The rover also succeeded in finding the sun with its panoramic camera, which allows it to calculate how to point its main antenna toward Earth.

Four major instruments on the rover's retractable arm, including a German-made Mossbauer Spectrometer that had malfunctioned during the seven-month space voyage to Mars, were found to be in working order, helping to cap three days of near-perfect performance by the U.S. probe.

Night And Day

The spectrometer will help scientists find iron-bearing rocks and other minerals that could have been formed in hot, watery conditions that may yield clues about the ancient Mars environment.

The scientists have readjusted their schedules to conform with martian sols, which are about 40 minutes longer than Earth days. Their work day, 9 a.m. Mars time, starts at about 4 p.m. PST (7 p.m. EST/2400 GMT) Earth time.

On Monday night, the Spirit team planned to run the panoramic camera through its paces and test the mini-thermal emission spectrometer, nicknamed "Mini-TES," which reads infrared radiation emitted by rocks to determine their mineral composition.

Scientists then will press Mini-TES into service to help determine which rocks hold the most promise of clues to possible life on Mars. The team also planned to cut cables that tied the folded-up rover to battery and electronics systems on its landing pad and to retract airbags that cushioned the rover at landing but now block its path to the planet's surface.

The scientists ran out of time on Sunday to complete some tasks and were forced to delay the rover's three-part "stand-up" by at least one sol. That process is now set to begin Tuesday night, after more cables bolting the rover's wheels and robotic arm are cut by pyrotechnic blades and its wheels are moved to their correct positions.

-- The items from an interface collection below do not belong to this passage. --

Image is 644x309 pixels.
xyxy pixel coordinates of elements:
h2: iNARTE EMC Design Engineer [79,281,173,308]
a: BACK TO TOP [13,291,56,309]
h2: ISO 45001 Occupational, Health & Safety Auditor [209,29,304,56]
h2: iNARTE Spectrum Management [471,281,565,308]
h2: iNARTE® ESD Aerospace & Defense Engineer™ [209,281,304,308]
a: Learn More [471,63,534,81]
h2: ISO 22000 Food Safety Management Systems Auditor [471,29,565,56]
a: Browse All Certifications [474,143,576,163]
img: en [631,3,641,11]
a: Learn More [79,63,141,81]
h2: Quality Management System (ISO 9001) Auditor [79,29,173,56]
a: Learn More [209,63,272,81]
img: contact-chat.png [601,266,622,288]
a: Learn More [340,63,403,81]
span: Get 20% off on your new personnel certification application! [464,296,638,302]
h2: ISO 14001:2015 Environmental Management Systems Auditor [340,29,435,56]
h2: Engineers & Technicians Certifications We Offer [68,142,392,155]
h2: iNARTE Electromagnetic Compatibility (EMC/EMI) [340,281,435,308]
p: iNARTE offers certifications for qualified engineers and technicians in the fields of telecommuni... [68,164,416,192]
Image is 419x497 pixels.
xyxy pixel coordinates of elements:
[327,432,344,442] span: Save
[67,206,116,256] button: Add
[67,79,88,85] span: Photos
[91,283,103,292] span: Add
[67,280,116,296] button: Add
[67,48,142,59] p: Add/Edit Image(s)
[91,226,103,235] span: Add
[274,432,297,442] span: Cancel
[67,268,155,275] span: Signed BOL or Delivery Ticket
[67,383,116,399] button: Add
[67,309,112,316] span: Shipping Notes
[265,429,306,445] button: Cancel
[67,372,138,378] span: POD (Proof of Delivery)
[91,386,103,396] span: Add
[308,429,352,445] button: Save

Once the rover is freed, scientists will test-drive it on top of the lander, then position it to drive off in about eight or nine martian days.

The craft landed Saturday night almost exactly on target at Gusev Crater, which scientists believe may be the site of a dry lake bed once fed by a long, deep river. The landing zone is free of large boulders and thick accumulations of dust, making it easier to maneuver the rover.

Spirit is the fourth probe ever to successfully land on Mars, following in the footsteps of two Viking landers in the 1970s and the Pathfinder mission in 1997. Spirit's twin explorer, the rover Opportunity, is due to land on the opposite side of the planet on January 25.